In this blog we will share with you our vision of beauty, balance, harmony.

As Mark Leach writes in his book Raw Colour with Pastels: “Sound is all around us, and it is musicians who refine that sound into something of beauty. As a painter, I have always felt that my purpose is to craft colour in a similar way, to see through the confusion and seek harmony and beauty.”

And we add: Words, fragments of sentences, spoken noise is all around us, and Ken arranges words in such a way as to capture beauty in the accidental, the ambient soundtrack of life.

Sunday, January 31, 2021

Youth is an Illness that time soon cures

 

Caramel Sundae 100 x 80 x 2 cm - mixed media on canvas

 

 

 

“YOUTH IS AN ILLNESS THAT TIME SOON CURES”

 

The young are screwing everything up.

They look so damn good when they’re doing it.

Actually they have no power and are drastically feckless.

Only they don’t seem to notice, which gives the skinny jerks an edge.

 

The young are a weird arctic mirage

lacking empathy and awareness of just how precarious life is.

I try to convince them they’re gonna crash into a road block  

of failure and disappointment. And not only once. Eyes empty of exper-

 

ience glaze over. A girl who doesn’t need make-up after a night out

dancing to monotonous electronic music, reaches for her phone

with one hand, a bag of vegan chips in the other, writes

some boy she barely knows yeah okay...

 

A young guy sits down next to me. He’s not wearing anything on top. Stomach

so smooth and flat he doesn’t even need a six-pack. Doesn’t even need to

go to the gym. Why sweat for a couple of hours only to take a shower

with old dudes torturing themselves to look like me? I say to him: you’re young

 

for five minutes then someone else takes your place.
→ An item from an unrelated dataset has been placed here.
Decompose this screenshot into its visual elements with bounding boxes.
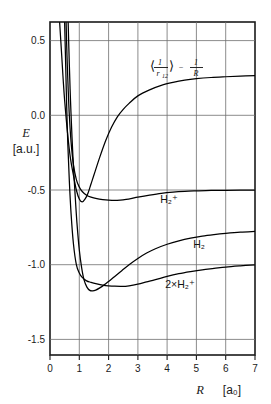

Meanwhile don’t trust anyone   

over thirty. Better hope you die before you get old, etc. He’s not listening, stares at his phone.

Some girl he barely knows writes: yeah okay I’ll fuck you. Is he surprised?

Relieved? Ecstatic? Not even. Smirking, he takes a selfie, saunters off to the beach.

 

 

Sunday, January 3, 2021

Hotspot

 

 

Hotspot 120 x 100 x 1.8 cm - mixed media on canvas

 

 

 

FRAU B. CLOSES THE DOOR

 

It seems always when I head down the stairs

Frau B. wants to come out of her

apartment at the same time but closes

her door just before I get there,

waiting until I pass. She’s well into her seventies,

her voice rich with dialect and a warm creamy finish,

hair the color of permafrost, face pale as snow-powdered ice.

 

Adding insult to injury I meet someone at a party

who’s read Umberto Eco’s doctoral thesis on

medieval aesthetics, Aristotle filtered through a hugely

drunk Aquinas. I try to back out but recognize too late

though that it’s I who have read the book and seem to be floating

away from myself like a doomed, somewhat boring astronaut

cut free from a space station for exiled book nerds. A dream

or am I surprised by the strangeness of my own reading

 

split off from myself like the time I smoked Killer Weed

in the army and was arguing with a facet of me that was

standing outside the barracks on bits of broken glass.

Frau B. plays Mary Had A Little Lamb or Jingle Bells (depending on

the season) on what sounds like the song flute I faked

playing in the sixth grade. Finally an explanation

for why she avoids me presents itself: I’m just too damn old for her.

Just as Aristotle was too old for Aquinas was too old for Umberto

Eco and yet that didn’t hinder them, why should it hinder me?